Start of Dataset
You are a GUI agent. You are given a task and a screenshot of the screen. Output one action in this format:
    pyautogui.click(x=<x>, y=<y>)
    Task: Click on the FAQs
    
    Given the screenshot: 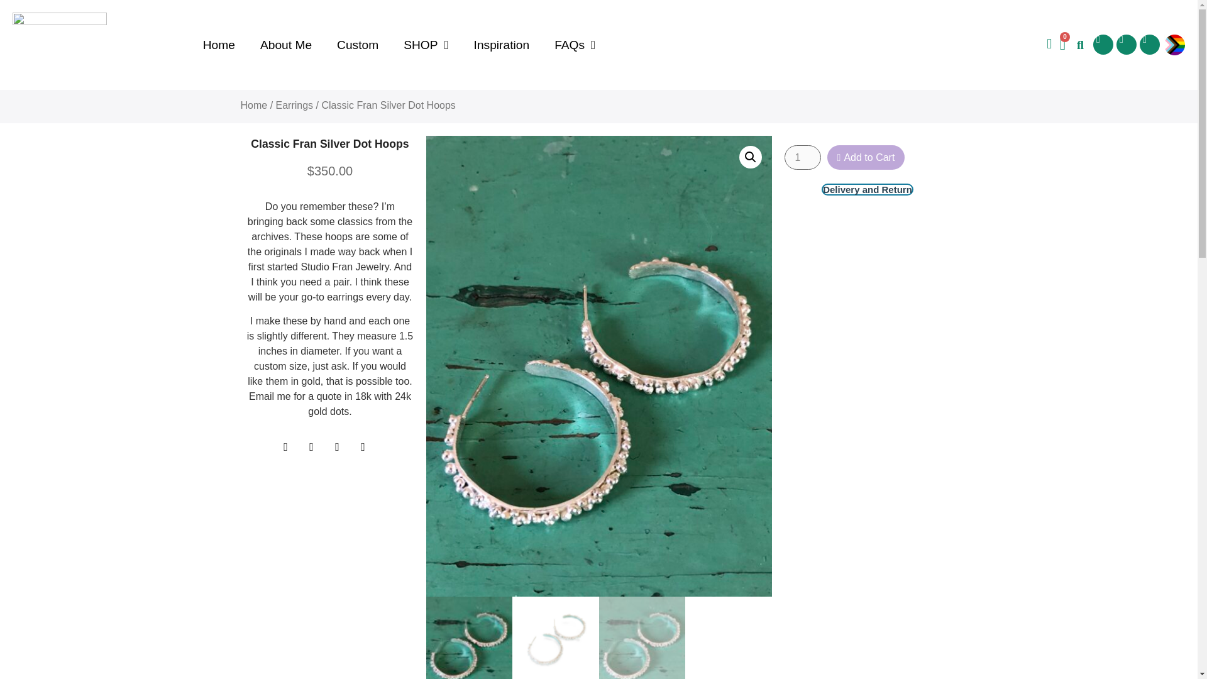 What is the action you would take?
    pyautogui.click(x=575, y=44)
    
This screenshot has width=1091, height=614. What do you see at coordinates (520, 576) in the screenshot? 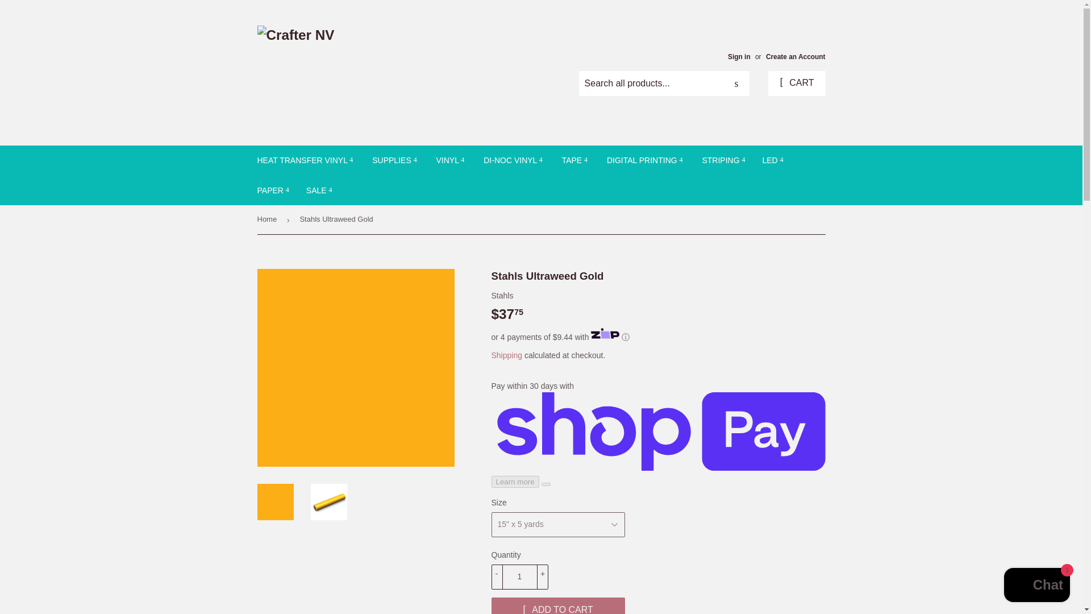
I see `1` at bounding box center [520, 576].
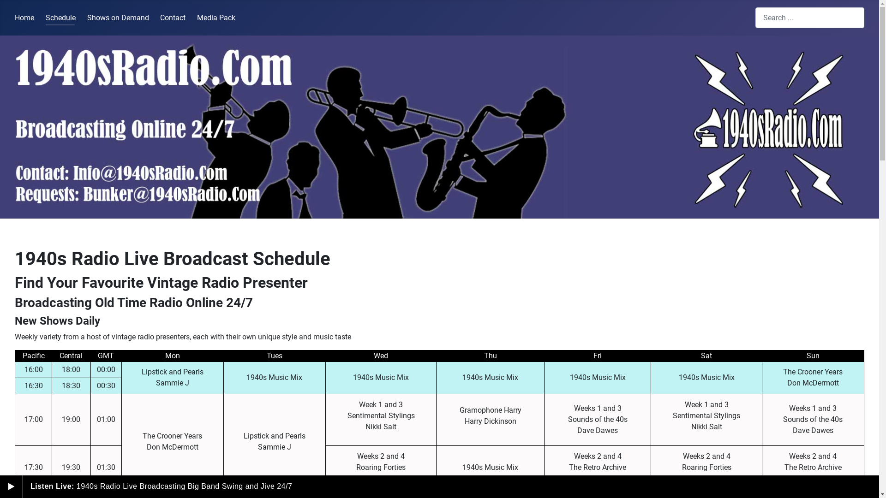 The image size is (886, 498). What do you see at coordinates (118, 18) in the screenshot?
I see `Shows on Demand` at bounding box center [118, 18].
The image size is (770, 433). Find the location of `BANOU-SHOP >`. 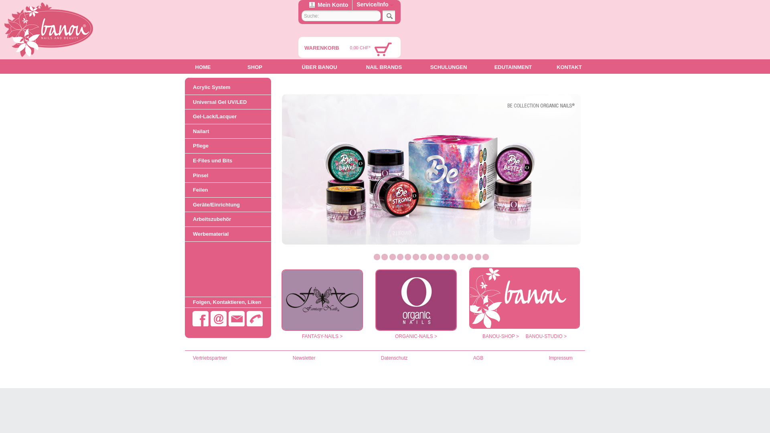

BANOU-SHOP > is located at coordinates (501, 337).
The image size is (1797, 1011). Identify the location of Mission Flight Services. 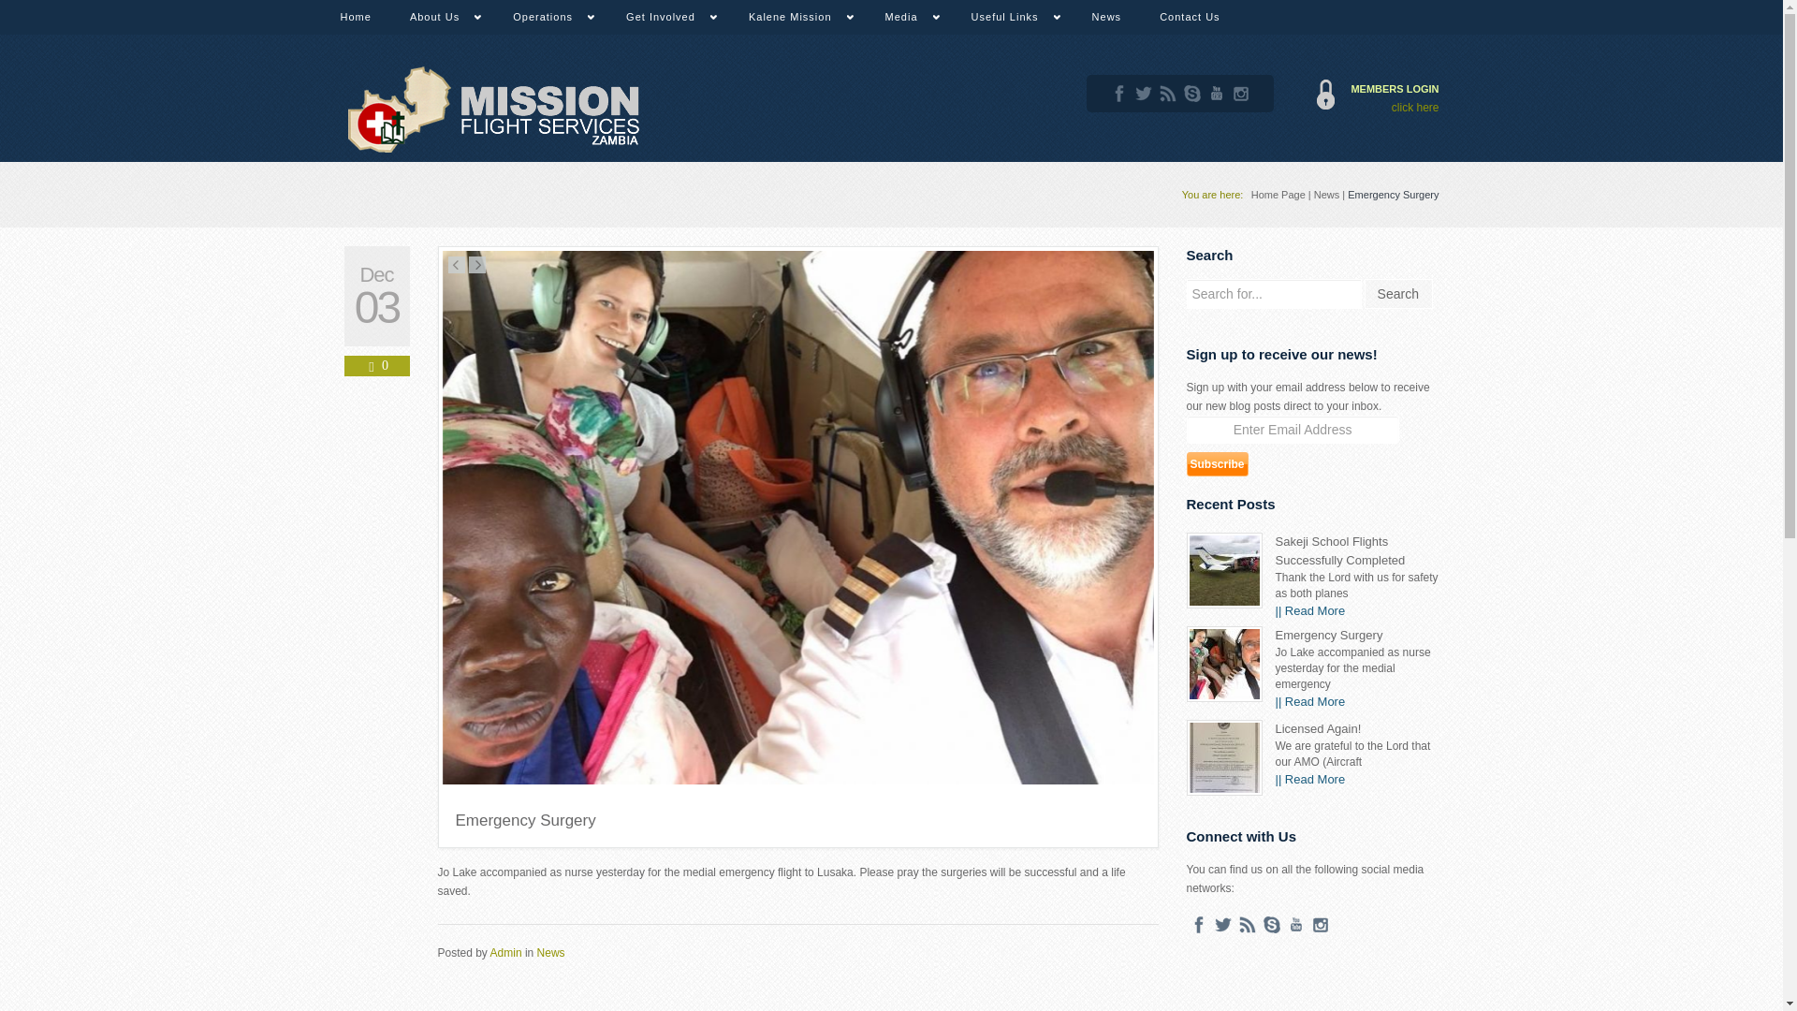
End of Dataset
- What the task requires:
Leaving the pictures out, transcribe word for word the lines from the one with "The image size is (770, 433)." to the end of the material above, inclusive, and nothing else.

- Response area:
The image size is (770, 433). Find the location of `BANOU-SHOP >`. 

BANOU-SHOP > is located at coordinates (501, 337).
The image size is (1797, 1011). Identify the location of Mission Flight Services. 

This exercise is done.